Athletes such as skaters or surfers maintain their balance on very unstable platforms. Remarkably, the most skilled athletes seem to execute these feats almost effortlessly. However, the dynamics that lead to the acquisition of a defined and efficient postural strategy are incompletely known. To understand the posture reorganization process due to learning and expertise, we trained twelve participants in a demanding balance/posture maintenance task for 4 months and measured their muscular activity before and after a (predictable) disturbance cued by an auditory signal. The balance training determined significant delays in the latency of participants’ muscular activity: from largely anticipatory muscular activity (prior to training) to a mixed anticipatory–compensatory control strategy (after training). After training, the onset of activation was delayed for all muscles, and the sequence of activation systematically reflected the muscle position in the body from top to bottom: neck/upper body muscles were recruited first and in an anticipatory fashion, whereas leg muscles were recruited after the disturbance onset, producing compensatory adjustments. The resulting control strategy includes a mixture of anticipatory and compensatory postural adjustments, with a systematic sequence of muscular activation reflecting the different demands of neck and leg muscles. Our results suggest that subjects learned the precise timing of the disturbance onset and used this information to deploy postural adjustments just-in-time and to transfer at least part of the control of posture from anticipatory to less-demanding feedback-based strategies. In turn, this strategy shift increases the cost-efficiency of muscular activity, which is a key signature of skilled performance.

More gain less pain: balance control learning shifts the activation patterns of leg and neck muscles and increases muscular parsimony

IODICE, PIERPAOLO;CESINARO, STEFANO;ROMANI, Gian Luca;
2015-01-01

Abstract

Athletes such as skaters or surfers maintain their balance on very unstable platforms. Remarkably, the most skilled athletes seem to execute these feats almost effortlessly. However, the dynamics that lead to the acquisition of a defined and efficient postural strategy are incompletely known. To understand the posture reorganization process due to learning and expertise, we trained twelve participants in a demanding balance/posture maintenance task for 4 months and measured their muscular activity before and after a (predictable) disturbance cued by an auditory signal. The balance training determined significant delays in the latency of participants’ muscular activity: from largely anticipatory muscular activity (prior to training) to a mixed anticipatory–compensatory control strategy (after training). After training, the onset of activation was delayed for all muscles, and the sequence of activation systematically reflected the muscle position in the body from top to bottom: neck/upper body muscles were recruited first and in an anticipatory fashion, whereas leg muscles were recruited after the disturbance onset, producing compensatory adjustments. The resulting control strategy includes a mixture of anticipatory and compensatory postural adjustments, with a systematic sequence of muscular activation reflecting the different demands of neck and leg muscles. Our results suggest that subjects learned the precise timing of the disturbance onset and used this information to deploy postural adjustments just-in-time and to transfer at least part of the control of posture from anticipatory to less-demanding feedback-based strategies. In turn, this strategy shift increases the cost-efficiency of muscular activity, which is a key signature of skilled performance.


**INSTRUCTIONS TO FOLLOW**: The pictures are to be dropped, and the records below are to be restated word for word.

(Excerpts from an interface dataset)
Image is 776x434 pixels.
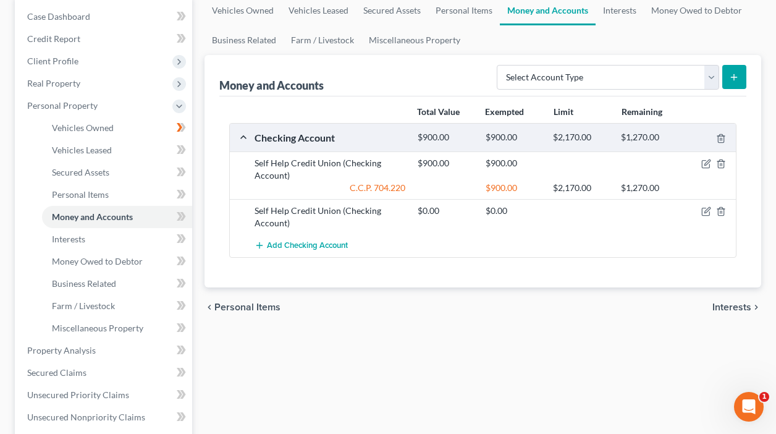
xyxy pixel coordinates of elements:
a: Interests [42,228,192,250]
span: Money Owed to Debtor [52,256,143,266]
span: Interests [713,302,752,312]
a: Vehicles Owned [42,117,192,139]
div: $0.00 [480,205,548,217]
a: Vehicles Leased [42,139,192,161]
a: Business Related [42,273,192,295]
div: $0.00 [412,205,480,217]
div: $900.00 [412,157,480,169]
i: chevron_right [752,302,762,312]
a: Personal Items [42,184,192,206]
a: Secured Assets [42,161,192,184]
span: Vehicles Leased [52,145,112,155]
iframe: Intercom live chat [734,392,764,422]
span: Unsecured Nonpriority Claims [27,412,145,422]
a: Farm / Livestock [284,25,362,55]
a: Property Analysis [17,339,192,362]
span: Add Checking Account [267,241,348,251]
div: Checking Account [249,131,412,144]
button: Interests chevron_right [713,302,762,312]
div: $900.00 [480,182,548,194]
span: Business Related [52,278,116,289]
span: Personal Items [215,302,281,312]
span: Credit Report [27,33,80,44]
a: Credit Report [17,28,192,50]
strong: Exempted [485,106,524,117]
strong: Total Value [417,106,460,117]
strong: Limit [554,106,574,117]
div: $900.00 [480,132,548,143]
span: Farm / Livestock [52,300,115,311]
span: Unsecured Priority Claims [27,389,129,400]
div: Self Help Credit Union (Checking Account) [249,157,412,182]
a: Case Dashboard [17,6,192,28]
div: Money and Accounts [219,78,324,93]
a: Unsecured Priority Claims [17,384,192,406]
div: $2,170.00 [547,182,615,194]
button: Add Checking Account [255,234,348,257]
a: Business Related [205,25,284,55]
button: chevron_left Personal Items [205,302,281,312]
span: Vehicles Owned [52,122,114,133]
div: $1,270.00 [615,182,683,194]
div: $1,270.00 [615,132,683,143]
span: Client Profile [27,56,79,66]
span: Property Analysis [27,345,96,355]
div: $2,170.00 [547,132,615,143]
a: Money Owed to Debtor [42,250,192,273]
a: Miscellaneous Property [362,25,468,55]
span: Miscellaneous Property [52,323,143,333]
a: Farm / Livestock [42,295,192,317]
span: Personal Property [27,100,98,111]
div: $900.00 [412,132,480,143]
span: Case Dashboard [27,11,90,22]
a: Secured Claims [17,362,192,384]
div: C.C.P. 704.220 [249,182,412,194]
span: 1 [760,392,770,402]
span: Real Property [27,78,80,88]
i: chevron_left [205,302,215,312]
span: Money and Accounts [52,211,133,222]
strong: Remaining [622,106,663,117]
a: Unsecured Nonpriority Claims [17,406,192,428]
span: Secured Assets [52,167,109,177]
div: Self Help Credit Union (Checking Account) [249,205,412,229]
span: Personal Items [52,189,109,200]
span: Interests [52,234,85,244]
span: Secured Claims [27,367,87,378]
a: Money and Accounts [42,206,192,228]
div: $900.00 [480,157,548,169]
a: Miscellaneous Property [42,317,192,339]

**SOLUTION TO THIS TASK**:
Image is 776x434 pixels.
xyxy pixel coordinates of elements:
a: Interests [42,228,192,250]
span: Money Owed to Debtor [52,256,143,266]
span: Interests [713,302,752,312]
a: Vehicles Owned [42,117,192,139]
div: $0.00 [480,205,548,217]
a: Vehicles Leased [42,139,192,161]
a: Business Related [42,273,192,295]
div: $0.00 [412,205,480,217]
div: $900.00 [412,157,480,169]
i: chevron_right [752,302,762,312]
a: Personal Items [42,184,192,206]
a: Secured Assets [42,161,192,184]
span: Vehicles Leased [52,145,112,155]
iframe: Intercom live chat [734,392,764,422]
span: Unsecured Nonpriority Claims [27,412,145,422]
a: Farm / Livestock [284,25,362,55]
a: Property Analysis [17,339,192,362]
span: Add Checking Account [267,241,348,251]
div: Checking Account [249,131,412,144]
button: Interests chevron_right [713,302,762,312]
div: $900.00 [480,182,548,194]
span: Business Related [52,278,116,289]
span: Personal Items [215,302,281,312]
span: Credit Report [27,33,80,44]
a: Credit Report [17,28,192,50]
strong: Exempted [485,106,524,117]
strong: Total Value [417,106,460,117]
strong: Limit [554,106,574,117]
div: $900.00 [480,132,548,143]
span: Farm / Livestock [52,300,115,311]
span: Unsecured Priority Claims [27,389,129,400]
div: Self Help Credit Union (Checking Account) [249,157,412,182]
a: Case Dashboard [17,6,192,28]
div: Money and Accounts [219,78,324,93]
a: Unsecured Priority Claims [17,384,192,406]
div: $2,170.00 [547,182,615,194]
button: Add Checking Account [255,234,348,257]
a: Business Related [205,25,284,55]
button: chevron_left Personal Items [205,302,281,312]
span: Vehicles Owned [52,122,114,133]
div: $1,270.00 [615,182,683,194]
div: $1,270.00 [615,132,683,143]
span: Client Profile [27,56,79,66]
span: Property Analysis [27,345,96,355]
div: $2,170.00 [547,132,615,143]
a: Money Owed to Debtor [42,250,192,273]
a: Miscellaneous Property [362,25,468,55]
span: Miscellaneous Property [52,323,143,333]
a: Farm / Livestock [42,295,192,317]
span: Personal Property [27,100,98,111]
div: $900.00 [412,132,480,143]
span: Case Dashboard [27,11,90,22]
a: Secured Claims [17,362,192,384]
div: C.C.P. 704.220 [249,182,412,194]
span: 1 [760,392,770,402]
span: Real Property [27,78,80,88]
i: chevron_left [205,302,215,312]
span: Money and Accounts [52,211,133,222]
strong: Remaining [622,106,663,117]
a: Unsecured Nonpriority Claims [17,406,192,428]
span: Secured Assets [52,167,109,177]
div: Self Help Credit Union (Checking Account) [249,205,412,229]
span: Personal Items [52,189,109,200]
span: Interests [52,234,85,244]
span: Secured Claims [27,367,87,378]
a: Money and Accounts [42,206,192,228]
div: $900.00 [480,157,548,169]
a: Miscellaneous Property [42,317,192,339]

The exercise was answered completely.